Not only did we get to witness a lot of top drawer live performances throughout the year that was 2025 but we also got to see a few bands that we never thought for a second we would get the chance to. For example, if you’d told us this time last year that American Metalcore heroes Still Remains would be returning to the United Kingdom for a full tour to celebrate the 25th Anniversary of their seminal album “Of Love And Lunacy” we’d have laughed! But it happened and we were lucky enough to witness one of those performances at this years incarnation of Reading Rising! Anyway… on to our top five live bands of 2025!

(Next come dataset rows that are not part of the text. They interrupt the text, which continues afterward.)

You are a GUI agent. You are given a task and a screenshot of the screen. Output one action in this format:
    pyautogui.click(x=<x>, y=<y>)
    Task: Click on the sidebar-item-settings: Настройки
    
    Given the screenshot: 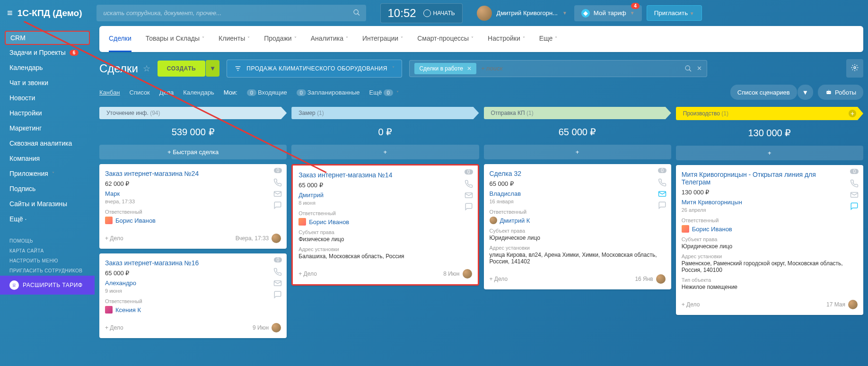 What is the action you would take?
    pyautogui.click(x=47, y=113)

Everyone who has witnessed them will tell you that Florida Metalcore act Trivium are a phenomenal live band as so when they brought the 20th Anniversary of their seminal album “Ascendancy” to the O2 Arena in London it was always going to be a contender. A massive show, it lived up to every moment of the hype with even single song is a sing-a-long anthem and circle pits going off left right and center, an epic rendition of “Pull Harder on the Strings of Your Martyr” and of course personal favourite  “Like Light to the Flies” being just two highlights of an insane performance. We even got to see them again at Bloodstock Open Air Festival but that show on 4th February is the one that lives longest in the memory banks.

On the subject of bands we had the good fortune to see more than once in 2025, Corby’s finest Raging Speedhorn were absolutely crushing at Camden Underworld in March. The show was one in support of their current album “Nightwolf” and packed full of fuzzy riffs fit for worship soaked in feedback. The six piece have more energy than the Duracell Bunny after a four pack of Monster Ultra and point blank refuse to rest on their legacy, the new cuts giving them a wealth of ferociously fun material to bolster their discography. “Every Night’s Alright for Fighting” is a crushing sing-a-long anthem and the Sludge Metal purveyors are just as dangerous today as they were twenty five years ago.. not only are they growing old disgracefully but they’re also “Hard To Kill”.

A return for the self proclaimed “dirtbags from the North” to the Sophie Lancaster stage at this summers incarnation of Bloodstock Open Air Festival meant it was party time as Waterlines took the roof off the tent. Not only do they specialize in venting their pain over EDM beats and DJent fuelled riffs but also getting people moving with their infamous daisy chain gang dance move, not unlike that Can Can ensuring that everyone ends up in a sweaty mess. Their pairing of “Pretty Green Eyes” and “Elysium” by Ultrabeat as a single entity is also a thumping heavy nostalgia trip that is very much the sing-a-long anthem so it you get the opportunity, don’t sleep on seeing them! They’re as much fun as you can have without losing a limb.

One of the highlights of Slammer Festival at Manchester Rebellion in October was a full EP performance of “Journey to the Sun” from Birmingham Cinematic DJent pioneers Vanitas. Somehow they have done the seemingly impossible and found a formula to take their already incredible studio sounds and inject a little more energy and joie de vivre to give us live performances that are utterly enthralling. From the thunderous drumming through the intricate riffs and tapping sections to captivating vocals of both achingly beautiful clean and brutally harsh styles, Vanitas have it all. They’re a band who should be touring Europe in the not to distant future on this evidence.

Specializing in longer compositions means that you have to work a little bit harder to translate those songs into something that carries across live which makes it all the more impressive that Æl-Fierlen are on this list at the end of their first full year of playing shows. They put on a captivating performance at this years incarnation of Oxford’s finest Metal Weekender Rabidfest, their soul stirring and intoxicating anthems leaving the crowd mesmerized. Who says that folk inspired Post-Black Metal of delicate clean sung vocals and intricate guitars building to powerful crescendos with harsh unclean outbursts can’t work in a festival setting?!